Shorts are circling Strategy like it's a wounded gazelle that voluntarily mortgaged its own legs. The flows turned bearish this week. Shocking development for a company that decided the best business model was "buy bitcoin with other people's money and pray." The preferred stock ticker is STRC. Sounds like someone had a stroke while trying to spell "struck out."
Strategy built an entire empire on the thesis that bitcoin always goes up. Bold strategy. The kind of thinking that led Napoleon into Russia in winter. Michael Saylor convinced shareholders to lever up on the world's most volatile asset during a bull run. Genius move. Like taking out a second mortgage to buy lottery tickets because the last three were winners.

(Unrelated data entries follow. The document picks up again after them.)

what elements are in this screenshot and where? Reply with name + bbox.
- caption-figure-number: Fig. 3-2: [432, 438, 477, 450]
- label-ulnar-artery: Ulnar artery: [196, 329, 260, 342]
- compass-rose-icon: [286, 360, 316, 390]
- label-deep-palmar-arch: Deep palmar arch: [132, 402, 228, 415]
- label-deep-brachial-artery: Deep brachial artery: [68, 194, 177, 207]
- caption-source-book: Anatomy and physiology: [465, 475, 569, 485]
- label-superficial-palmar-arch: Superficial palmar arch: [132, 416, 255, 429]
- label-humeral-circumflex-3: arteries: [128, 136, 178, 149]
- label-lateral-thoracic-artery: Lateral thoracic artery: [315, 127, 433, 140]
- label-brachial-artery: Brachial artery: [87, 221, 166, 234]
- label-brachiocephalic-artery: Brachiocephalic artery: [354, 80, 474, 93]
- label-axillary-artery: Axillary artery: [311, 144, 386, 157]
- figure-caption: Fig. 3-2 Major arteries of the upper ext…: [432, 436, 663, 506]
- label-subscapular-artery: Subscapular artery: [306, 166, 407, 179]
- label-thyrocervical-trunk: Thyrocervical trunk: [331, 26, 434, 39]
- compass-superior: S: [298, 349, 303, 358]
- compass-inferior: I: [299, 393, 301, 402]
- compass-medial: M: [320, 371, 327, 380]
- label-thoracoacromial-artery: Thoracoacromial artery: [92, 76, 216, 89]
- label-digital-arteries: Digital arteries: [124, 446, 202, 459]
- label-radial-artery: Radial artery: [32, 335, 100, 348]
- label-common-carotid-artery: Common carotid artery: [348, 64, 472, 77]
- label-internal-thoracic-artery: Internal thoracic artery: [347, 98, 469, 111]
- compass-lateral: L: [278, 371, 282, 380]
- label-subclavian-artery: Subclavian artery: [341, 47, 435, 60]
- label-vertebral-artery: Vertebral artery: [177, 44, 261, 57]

The shorts smelled blood in the water. Not hard to do when your collateral drops forty percent in a month. Variable-rate preferred stock in a bitcoin proxy company. Beautiful financial engineering. Someone at Strategy looked at all possible ways to structure debt and thought "let's pick the one that explodes in both directions simultaneously." The kind of instrument designed by people who think risk management is a liberal conspiracy.
Retail traders are learning about margin calls in real time. Educational experience. They bought MSTR thinking they were sophisticated bitcoin investors. Turns out they were just shareholders in a company that discovered the hard way that leverage works in reverse too. The bitcoin bloodbath is teaching everyone that correlation goes to one during crashes. Always does. Every single time. Yet somehow this surprises people.
The mutiny label is generous. Implies there was ever a coherent plan worth rebelling against. Strategy's plan was "number go up." That was it. The entire thesis. When number went down instead, the shorts showed up like repo men at a Ferrari dealership. Variable-rate preferred stock holders are getting an expensive lesson in what "variable" means when volatility spikes. The rate varies. Who knew.
MSTR bulls spent years mocking traditional corporate treasury management as cowardly. Holding boring cash instead of magical internet money. Those cowards still have their cash.